Corona Collection: A Collective Poem in Days of Isolation Due to COVID-19
These days may be one of the rare times that we experience sudden changes in life due to a virus, COVID-19. The changes we go through are between leaving our daily habits and creating new habits and thinking patterns in extreme isolation. We are all experiencing a slower lifestyle that may make us remember old ways of living.
During these days of isolation, poetry is a way of connecting us with ourselves and others. Poets listen profoundly and find their space to express their experiences. As a response, some make the words flow onto paper or maybe to someone else's heart.
Social Movement Poets Collective has organized a virtual poetry gathering to respond to COVID-19 through a series of poetic documentaries. The event took place on Saturday, April 18, co-hosted by Serap Brown and Budd Hall, and opened a space for sharing, including attendees joining in from Victoria, Vancouver, Saskatoon and Cumberland House at Saskatchewan Delta-- thanks to technology! Jeremy Loveday, a well-known poet and Victoria City Councillor, kindly joined in the event and facilitated writing a collective poem that will serve as a documentary for these almost surreal days. The participants contributed lines that helped weave in our experiences, uplifted our spirit and gave us lots of hope. Here is our first collective poem, as below, and there will be more. Enjoy your reading!
WHEN WE COME TOGETHER
When we come together hearts meld, hold
I feel free, inspired, happy
Is it the laughter, the tone, the candor?

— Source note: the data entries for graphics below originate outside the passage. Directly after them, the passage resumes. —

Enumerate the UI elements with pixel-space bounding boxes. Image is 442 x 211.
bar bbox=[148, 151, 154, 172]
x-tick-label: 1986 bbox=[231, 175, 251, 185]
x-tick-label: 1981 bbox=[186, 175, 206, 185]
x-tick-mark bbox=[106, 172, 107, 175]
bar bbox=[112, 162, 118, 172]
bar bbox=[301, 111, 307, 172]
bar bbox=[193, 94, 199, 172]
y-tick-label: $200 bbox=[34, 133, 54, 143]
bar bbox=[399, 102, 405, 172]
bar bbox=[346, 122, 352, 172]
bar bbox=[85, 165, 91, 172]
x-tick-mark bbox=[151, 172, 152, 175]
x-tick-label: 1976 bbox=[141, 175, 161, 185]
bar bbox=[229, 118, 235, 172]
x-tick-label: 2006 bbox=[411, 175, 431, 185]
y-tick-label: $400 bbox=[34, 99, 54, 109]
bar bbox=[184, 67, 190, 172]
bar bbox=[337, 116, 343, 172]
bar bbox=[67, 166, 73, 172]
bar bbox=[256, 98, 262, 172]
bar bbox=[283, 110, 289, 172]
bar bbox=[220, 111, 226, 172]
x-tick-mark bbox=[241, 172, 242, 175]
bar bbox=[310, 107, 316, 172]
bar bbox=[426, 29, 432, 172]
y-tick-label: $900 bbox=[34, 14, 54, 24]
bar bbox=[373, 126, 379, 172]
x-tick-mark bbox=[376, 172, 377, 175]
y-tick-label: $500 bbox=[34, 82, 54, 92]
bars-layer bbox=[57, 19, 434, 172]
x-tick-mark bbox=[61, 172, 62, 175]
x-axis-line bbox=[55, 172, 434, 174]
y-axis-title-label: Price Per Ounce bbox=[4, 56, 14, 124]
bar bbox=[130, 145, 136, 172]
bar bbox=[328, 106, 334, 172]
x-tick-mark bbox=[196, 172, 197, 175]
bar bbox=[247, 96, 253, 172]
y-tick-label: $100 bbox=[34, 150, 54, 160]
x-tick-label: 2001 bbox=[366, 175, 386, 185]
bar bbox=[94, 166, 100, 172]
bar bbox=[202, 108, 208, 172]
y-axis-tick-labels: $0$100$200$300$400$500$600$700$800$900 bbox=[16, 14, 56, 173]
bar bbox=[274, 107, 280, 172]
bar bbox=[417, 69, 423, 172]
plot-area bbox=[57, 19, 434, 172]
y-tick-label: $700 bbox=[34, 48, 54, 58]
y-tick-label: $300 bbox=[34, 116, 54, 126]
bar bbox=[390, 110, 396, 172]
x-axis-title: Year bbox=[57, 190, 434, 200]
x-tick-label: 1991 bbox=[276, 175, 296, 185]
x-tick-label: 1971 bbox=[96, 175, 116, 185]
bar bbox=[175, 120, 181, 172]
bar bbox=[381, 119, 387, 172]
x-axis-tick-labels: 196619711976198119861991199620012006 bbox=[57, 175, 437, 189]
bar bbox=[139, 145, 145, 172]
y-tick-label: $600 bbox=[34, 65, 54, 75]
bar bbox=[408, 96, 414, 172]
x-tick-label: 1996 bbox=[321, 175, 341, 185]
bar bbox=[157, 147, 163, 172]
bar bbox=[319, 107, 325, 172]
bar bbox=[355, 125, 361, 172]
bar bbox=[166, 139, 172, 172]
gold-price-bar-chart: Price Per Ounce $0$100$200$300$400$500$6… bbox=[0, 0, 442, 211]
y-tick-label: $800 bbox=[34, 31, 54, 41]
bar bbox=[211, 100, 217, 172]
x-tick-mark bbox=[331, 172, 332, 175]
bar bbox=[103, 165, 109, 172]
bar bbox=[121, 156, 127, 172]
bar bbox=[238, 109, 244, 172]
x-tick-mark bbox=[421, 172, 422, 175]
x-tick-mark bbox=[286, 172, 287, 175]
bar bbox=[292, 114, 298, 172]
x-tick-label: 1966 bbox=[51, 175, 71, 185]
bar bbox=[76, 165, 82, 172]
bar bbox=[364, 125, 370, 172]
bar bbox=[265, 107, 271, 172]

Nobody knows, it only is the reality
When we come together pain is clear, love is crisp, connection inevitable
When we come together shared lives, even if we've never met. Onion skins, rippled moments, pondering what's next.
When we come together
The crab dinner tastes sweeter
The BBQ salmon seduces me
Ideas bloom and grow like flowers in springtime
we connect to Mino-pimatisiwin (Living A Good Life).
When we come together
There is a strength whispers
A strength that sings
a riverbank chorus
we hear about the earth, the land, the words spoken to create thought big and small
we see beauty, hope, and light
we listen, we laugh, we judge and learn
When we come together
Eating strawberries on the bank of a river /
Sharing the sunshine together / Watching the dragonflies dancing in the air.
When we come together
I want to say something about Trump but am tired of his presence and over presence
Instead, when we come together
Everyone smiles and miracles happen,
Grief is shared and the load is lightened,
when we come together, life is celebrated along with death,
the world changes into a place unrecognizable,
full of potential not yet recognized, any burden is survivable,
a solution to every problem can be found.
When we come together
It is the color red
It is the yellow sun
It is the blue of the flowing river
When we come together
It is a burst of laughter
It is the sound of children playing
It is a whisper of all our yesterdays
When we come together
It is a fuzzy blanket
It is a hot cup of tea
It is putting on my favorite sweater
Onion skins, rippled moments
We connect, we deeply connect, we cheer, sing, feel alive.
When we come together, the world spins, and swirls, and opens doors to joy.
When we come together, we forget all our problems, threats, dangers.
We find a shelter, a shelter of love.
When we come together
We become
Grief and gratitude
Quicker than the virus
We are onion skins and rippled moments
BBQ salmon seduction
We are dragonflies dancing in the air.
Eating strawberries
On a revolutionary tongue
Cutting, always cutting
Closer to the light.
Poetry and the Pandemic, organized and co-hosted by:
Serap Brown & Budd Hall, April 18, 2020.
Social Movement Poets Collective, Victoria, Canada. Photo by Budd Hall.
Poem facilitated by: Jeremy Loveday, Guest Poet
Poem co-created by: Linda Allison, Serap Brown, Maeva Gauthier, Maeve Lydon, Lily McKay-Carriere, Mika Carriere, Jeremy Loveday, Kieran Magzul, Nkatha Mercy, Azza Mohammadiazar, Ann Ronald, Tamara Plush, Burak Pakkal, Funda Pakkal, Daniela Vance.